“Boardwalk Empire,” which established itself as a first rate historical drama in its first season, only to give way to a full season of double-cross and retribution, presented its finale with a couple of neat twists Sunday – unexpected turns that plotted new course for the Atlantic City saga when it makes its return.

The stage was set with a brilliant episode last week, in which a shocking backstory matched an equally shocking murder in the present day to present an Oedipal full circle for Jimmy Darmody, the tortured former No. 2 for Nucky Thompson who betrayed him and went to work for the Commodore, attempting to take over the bootleg liquor racket that controlled the rest of the underworld there.

Darmody tried to right the ship that had gone wrong all season, trying to make it up to Thompson for not only wrecking his buisiness but nearly having him killed. It was up to Thompson to decide whether he would. But he had a lot on his mind – his trial was nearing and his female companion, suddenly finding religion, was almost willing to testify against him.

This led to a wedding that had less pomp than some of the fancy dinners they’ve had in Atlantic City. Still, the former Margaret Schroeder had a last trick up her sleeve as well.

Can I start with the spoilers yet?

Schroeder seemed to succumb to Thompson’s practical yet heartfelt (for as much of a heart he had) proposal. She seemed seemingly convinced at least of his devotion to her kids, one of whom was struck with polio, causing her own crisis of faith.

But then Thompson was not entirely truthful about where he had been at night, calling Darmody out to the war memorial building site to hand over the man who murdered his wife, only to turn against his former protégé ultimately. Thompson is less forgiving than it would seem and here for the second week in a row came the death of a major character.

For Darmody, it may have been a death wish. He had been dead since the war, he admitted, and the episode kept flashing back to how damaged he and his friend the mask-faced bodyguard seemed to be by the foreign conflict of World War I.

In the end, he imagined himself back in the trenches, extinguished by another meaningless bullet.

But as Thompson celebrates the next day not only the dissolution of the case against him (as Margaret decided to marry him to keep from testifying as she had threatened; and another potential witness had an untimely suicide). He also was celebrating a big highway deal along land he had long since been tipped off would pay off. He had signed it over to Margaret before the trial, just in case anything happened to him, and he crassly suggested she sign it back to him right away. She signed it, but over to the church that had already been a beneficiary of a windfall she had skimmed from Nucky.

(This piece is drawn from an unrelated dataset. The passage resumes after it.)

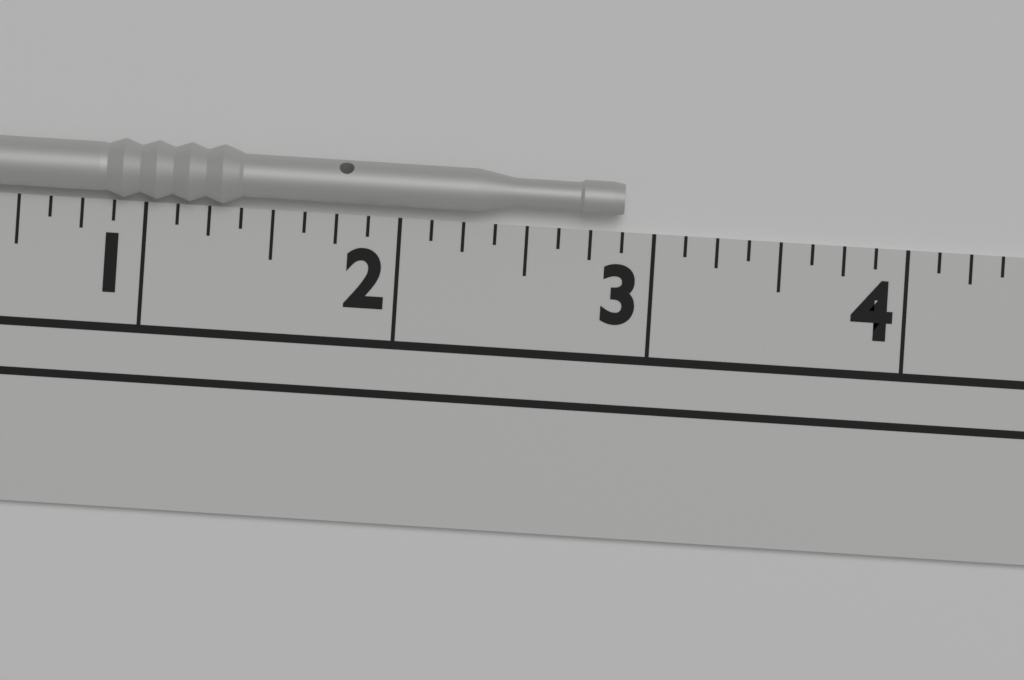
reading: 2.875 in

What will be the retribution for that next season? Or will the savvy Margaret start her own rival gang? At least she was considering going into the law with the prosecutor she seemed impressed by. Together they could go after that weird G-man who was absent the episode altogether after shooting other feds and fleeing custody last week – only to see him land in Cicero with his new family, just before that town became its own bootlegging crime world capital.